The independent baseball team hired two very experienced data nerds run things. In some ways the nerds succeeded, but they’re very clear about how they failed to meet all of their goals. In their own words: “We should have come up with a better story,” and the story they’re talking about is their internal one.
They positioned themselves to a group of baseball players – performers who are not exactly known for their open-mindedness – as data nerds who understood statistical analysis. They made a worse mistake than misbranding themselves, however: “We made it about us.” Given that the “us” in question was two statistics nerds and the audience in question – young baseball players – was not likely to be open to “data analytics” from statistics nerds, their message was bound to miss its target audience.
Sure enough, their players – and another key employee, their manager – routinely ignored the advice and directions that they’d spent hours compiling, and while the team did well, they also lost games because of that.
It wasn’t until late in the season that the nerds realized that they needed a different story. They should have branded themselves as extreme competitors who were working their butts off to give their players the same resources that major leaguers get. In their own words: “This is not nerd stuff. But to many of our players, it was ignored as such simply because we, the nerds, were doing it.”
They should have told their players and manager that they were giving them something very unique to help them succeed and grow in their baseball careers. Their story shouldn’t have been, “We’re smart, so you should listen to us.” Rather, it should have been, “We care about you, and we’re going to work our butts off to give you what nobody else in the league has, the same tools that players like Mike Trout and Clayton Kershaw get.”
I’ve got personal experience with making that mistake.

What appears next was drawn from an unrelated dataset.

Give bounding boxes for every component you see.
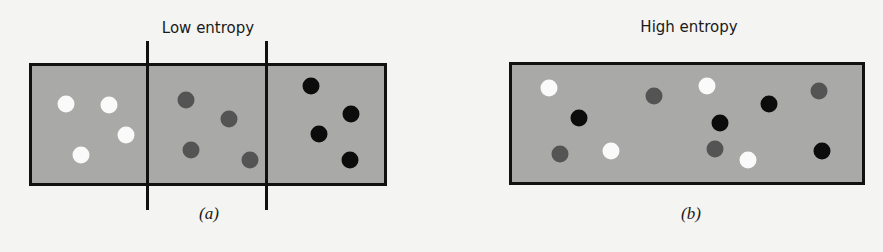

I did almost the exact same thing with the first radio morning show – the key performers on every radio station – that I ever managed. I dropped a very similar line on the show’s lead about how he should accept my coaching because I was so dang smart.
Oops. He was about as open to my coaching after that – and I did have a lot of valuable input for him – as the nerds’ baseball team was to theirs.
I failed him badly because I made the story I told him about me, rather than him. I learned a very valuable lesson at his expense. (If you happen to be reading this Stan, sorry!) Luckily, I did learn my lesson and did much, much better with every morning show after that.
Are you making your messaging about you or about your fans/customers?
There’s another curveball in this baseball story (pun not intended, but I’ll take it): the importance of messaging was driven home by a young athlete named Sean Conroy. The nerds signed him because they thought he would turn into a relief ace for their team, and he quickly proved them right.
Then he came out, becoming the first active gay professional baseball player.
The data nerds learned a lesson from him: sequence matters. First, Conroy introduced himself to his “conservative, hypermasculine clubhouse” as a relief ace. Then, when his teammates had judged him on that story, he told them the story that (sadly) might not have been judged so kindly had it been told first. In the nerds’ own words: “[P]layers who had once been so casual with homophobic slurs now thanked him for the attention he brought to the [team].”
I’ll let the nerds finish the story: “Conroy did what we failed to do. He didn’t make his story seem scary, and he didn’t make it about himself. He made it about the team. Everybody on a baseball field is telling a story.”
We’re all aware of the stories we tell through all messaging channels. In the process, we often forget about the totality of the storytelling that’s just as important to our success. It’s crucial that you tell your stories at the right time and in the right order.
Sean Conroy knew that, to meet two key objectives (being able to be his authentic self while maintaining his bond with his teammates), he had to tell his story in the right sequence with the right timing.
Are you telling all the right stories not just in the most compelling way possible, but in a way that will make your fans/customers open to the story?